Saturday, January 10, 2009

Gran Torino

Copyright 2008, Warner Bros. Pictures

Sigh. Big, BIG sigh. Before I get into the painfulness that was Gran Torino, let me just rant a bit. It seems like this is one movie of two this awards season that has gotten critics to drink Kool-Aid. A big pitcher of Kool-Aid. For whatever reason, the fact that Clint Eastwood is back, holding a shotgun, and growling has gotten enough critics in a tizzy that they are able to ignore whatever flaws this film has (the other film is Milk, by the way, a modern classic compared to this).

The critical consensus that I've heard and read is that despite its flaws, Gran Torino has a great performance from Eastwood, and is worth seeing for that. Wrong, wrong, wrong. Technically, Eastwood does have the best performance in Gran Torino, but that's because he surrounds himself with first-time actors and no-name faces who appear for only a few minutes. If anyone did that, anyone with a mite of acting talent, then they'd give the best performance as well. The only difference is that the Academy loves Clint, so he'll get an undeserved Oscar nomination.

Why does the Academy love Clint? He's given them, to be fair, many good reasons. Movies like Unforgiven, Million Dollar Baby, Letters from Iwo Jima, and even Mystic River. I fear that love is blinding them, or making them accept the racism inherent in this film.

And let's get to this film, whose message is...Racism is funny! No, wait....Racism is bad....but funny! Something close to that is true, unfortunately. The plot is simple: Eastwood is Walt Kowalski, a Korea War vet who just lost his wife. Walt is angry at lots of stuff, especially the Hmong families moving in around him in his Detroit house. When a Hmong gang begins terrorizing his neighbors, Walt learns that these people, who he's called unprintable words, are actually good human beings and helps them fight back.
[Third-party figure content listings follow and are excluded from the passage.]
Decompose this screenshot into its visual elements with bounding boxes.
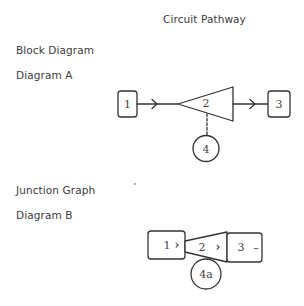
node-label: 2 — [199, 241, 206, 254]
node-label: 1 — [124, 98, 131, 111]
node-label: 4a — [199, 268, 213, 281]
diagram-b-node-3: 3 – — [227, 233, 262, 262]
node-label: 3 — [276, 98, 283, 111]
diagram-a-node-1: 1 — [118, 91, 137, 117]
diagram-b-node-2: 2 › — [185, 232, 227, 262]
diagram-a-node-3: 3 — [268, 91, 290, 117]
chevron-right-icon: › — [216, 240, 221, 254]
diagram-a: 1 2 3 — [118, 87, 290, 162]
diagram-a-node-4: 4 — [193, 136, 219, 162]
diagram-b-node-4a: 4a — [191, 259, 221, 289]
diagram-b-node-1: 1 › — [148, 231, 185, 259]
diagram-a-node-2: 2 — [178, 87, 233, 121]
stray-mark — [135, 184, 136, 185]
node-label: 2 — [203, 97, 210, 110]
node-label: 3 — [238, 241, 245, 254]
diagram-b: 1 › 2 › 3 – 4a — [148, 231, 262, 289]
node-label: 4 — [203, 143, 210, 156]
diagram-a-edge-2-3 — [233, 100, 268, 109]
dash-icon: – — [253, 241, 259, 254]
diagram-canvas: 1 2 3 — [0, 0, 304, 306]
diagram-a-edge-1-2 — [137, 100, 178, 109]
node-label: 1 — [164, 239, 171, 252]
chevron-right-icon: › — [175, 238, 180, 252]
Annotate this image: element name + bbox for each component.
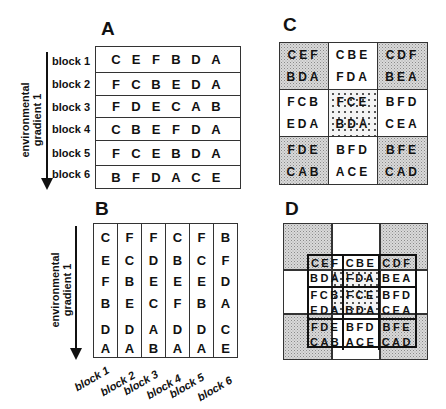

Simplicity is fine, but this movie is so painful to watch, so sad and so offensive, that this cannot be Eastwood's last film as director or actor. As director, Eastwood remains workmanlike in his quality. As actor, he's got one note that he can play well. This movie, however, is so embarrassing to watch, not only because of first-time thespians like Bee Vang (as Tao, the boy next door) and Ahney Her (the boy's sister), but because of clunker scenes in a barbershop, with John Carroll Lynch as the strangely, goofily racist barber; Lynch is much better when he's not talking so much, as in Fargo and Zodiac.

Even more embarrassing is how in the past this movie is. Not just the character of Walt, who is, we are told obviously, living in the 1950s. No, the entire movie, the way Nick Schenk develops the characters in his screenplay. This is melodrama at its lowest, with viewpoints as outdated as those who supported a certain presidential candidate who did not win the job. When Walt grouses that his kids don't buy American cars, some audience members may laugh as if they agree, but with the whole automotive bailout going on in the world....can you blame them?

When Walt dredges up stereotypical slurs against Irish people, Jewish people, Black people, Asian people, and on and on and on, it's painful to watch. It's not funny (though some of the audience, living in the past with Clint, may feel differently), it's just sad. I had problems with Eastwood's earlier film this year, Changeling, but that film was not nearly as flawed as this one. It also had the good sense to be set in the 1930s, when old-fashioned ideas were not old-fashioned, as they are so glaringly in Gran Torino.